From improving soil health to tackling climate change: Here are the multiple benefits of Regenerative Agriculture
“Regenerative Agriculture” is a system or farming and grazing practices that, among other benefits, sequesters carbon and enhances biodiversity at the farm scale.
In view of the current degradation of biodiversity and soil fertility, it is the need of the hour to reverse the direction of global farming from “degenerative” to “regenerative” approaches.
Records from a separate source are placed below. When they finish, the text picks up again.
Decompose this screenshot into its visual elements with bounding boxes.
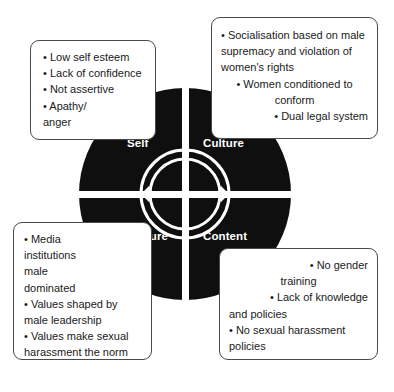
bullet-item: • Values make sexual xyxy=(24,328,145,344)
bullet-item: • No gender xyxy=(229,257,368,273)
bullet-item: • Apathy/ xyxy=(43,98,149,114)
content-list: • No gendertraining• Lack of knowledgean… xyxy=(229,257,368,354)
bullet-item: • Lack of knowledge xyxy=(229,289,368,305)
bullet-item-continuation: male xyxy=(24,263,145,279)
bullet-item-continuation: institutions xyxy=(24,247,145,263)
bullet-item-continuation: anger xyxy=(43,114,149,130)
bullet-item-continuation: conform xyxy=(221,92,368,108)
callout-box-culture: • Socialisation based on malesupremacy a… xyxy=(211,17,378,139)
callout-box-content: • No gendertraining• Lack of knowledgean… xyxy=(219,248,378,360)
bullet-item: • Media xyxy=(24,231,145,247)
bullet-item-continuation: supremacy and violation of xyxy=(221,43,368,59)
bullet-item: • Socialisation based on male xyxy=(221,27,368,43)
quadrant-label-content: Content xyxy=(203,230,247,242)
bullet-item-continuation: training xyxy=(229,273,368,289)
bullet-item: • No sexual harassment xyxy=(229,322,368,338)
bullet-item: • Values shaped by xyxy=(24,296,145,312)
self-list: • Low self esteem• Lack of confidence• N… xyxy=(43,49,149,130)
bullet-item-continuation: harassment the norm xyxy=(24,344,145,360)
callout-box-structure: • Mediainstitutionsmaledominated• Values… xyxy=(13,222,152,360)
bullet-item-continuation: dominated xyxy=(24,280,145,296)
callout-box-self: • Low self esteem• Lack of confidence• N… xyxy=(30,40,156,140)
bullet-item-continuation: women's rights xyxy=(221,59,368,75)
bullet-item: • Not assertive xyxy=(43,81,149,97)
bullet-item-continuation: male leadership xyxy=(24,312,145,328)
bullet-item: • Dual legal system xyxy=(221,108,368,124)
structure-list: • Mediainstitutionsmaledominated• Values… xyxy=(24,231,145,361)
bullet-item-continuation: and policies xyxy=(229,306,368,322)
bullet-item: • Women conditioned to xyxy=(221,76,368,92)
bullet-item: • Low self esteem xyxy=(43,49,149,65)
gender-analysis-wheel-diagram: Self Culture Structure Content • Low sel… xyxy=(0,0,394,392)
culture-list: • Socialisation based on malesupremacy a… xyxy=(221,27,368,124)
bullet-item-continuation: policies xyxy=(229,338,368,354)
bullet-item: • Lack of confidence xyxy=(43,65,149,81)
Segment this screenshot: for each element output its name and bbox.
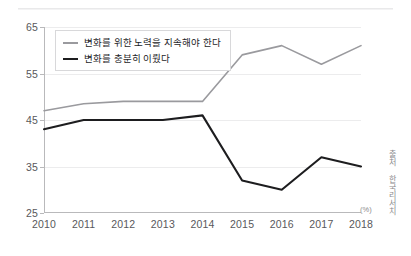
- series-line: [44, 115, 361, 189]
- y-axis-tick: [40, 74, 44, 75]
- y-axis-tick-label: 55: [12, 68, 38, 80]
- x-axis-tick-label: 2015: [220, 218, 264, 230]
- y-axis-tick: [40, 167, 44, 168]
- y-axis-tick-label: 45: [12, 114, 38, 126]
- x-axis-labels: 201020112012201320142015201620172018: [44, 218, 361, 234]
- x-axis-tick-label: 2016: [260, 218, 304, 230]
- legend-label: 변화를 위한 노력을 지속해야 한다: [84, 38, 221, 48]
- x-axis-tick-label: 2017: [299, 218, 343, 230]
- chart-legend: 변화를 위한 노력을 지속해야 한다 변화를 충분히 이뤘다: [55, 30, 231, 71]
- y-axis-tick-label: 65: [12, 21, 38, 33]
- x-axis-tick-label: 2013: [141, 218, 185, 230]
- x-axis-tick-label: 2011: [62, 218, 106, 230]
- legend-line-swatch-icon: [63, 58, 78, 60]
- y-axis-tick-label: 35: [12, 161, 38, 173]
- chart-screenshot: 2535455565 20102011201220132014201520162…: [0, 0, 411, 256]
- legend-item: 변화를 위한 노력을 지속해야 한다: [63, 36, 221, 49]
- source-label: 출처 한국리서치: [386, 150, 397, 215]
- x-axis-tick-label: 2012: [101, 218, 145, 230]
- x-axis-tick-label: 2014: [181, 218, 225, 230]
- top-divider: [18, 8, 393, 10]
- y-axis-labels: 2535455565: [0, 27, 38, 213]
- legend-item: 변화를 충분히 이뤘다: [63, 52, 221, 65]
- y-axis-tick: [40, 27, 44, 28]
- x-axis-tick-label: 2010: [22, 218, 66, 230]
- unit-label: (%): [360, 205, 372, 214]
- y-axis-tick: [40, 213, 44, 214]
- legend-label: 변화를 충분히 이뤘다: [84, 54, 170, 64]
- x-axis-tick-label: 2018: [339, 218, 383, 230]
- y-axis-tick: [40, 120, 44, 121]
- legend-line-swatch-icon: [63, 42, 78, 44]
In other words, the practice of regenerative agriculture actually improves the land and mitigate climate change, using technologies and efficient methods that regenerate and revitalize the soil as well as the environment
Practices associated with Regenerative Farming
• Minimising or avoiding tillage
• Eliminating bare soil to reduce soil erosion
• Fostering plant diversity
• Avoiding monocultures
• Reduction or elimination of synthetic chemicals
• Planned grazing
• Diversified production systems
• Encouraging water percolation into the soil
• Integrating livestock and cropping operations
Benefits of Regenerative Agriculture
According to experts, regenerative agriculture builds organic matter back into the soil, effectively storing more water and drawing more carbon out of the atmosphere.
Realising the importance of a resilient food system is to the corporate sector, PepsiCo – in April 2021 – launched a new ‘Positive Agriculture’ ambition in order to spread regenerative farming practices across 7 million acres, thereby eliminating at least 3 million tons of greenhouse gas emissions (GHG) by the end of the decade.
With an aim to reduce soil disturbance through no-till farming practices, regenerative agriculture is, no doubt, indispensable to improving soil health.
Not only this, this holistic land management practice benefits the long-term profitability and enrich the resiliency of farmers also.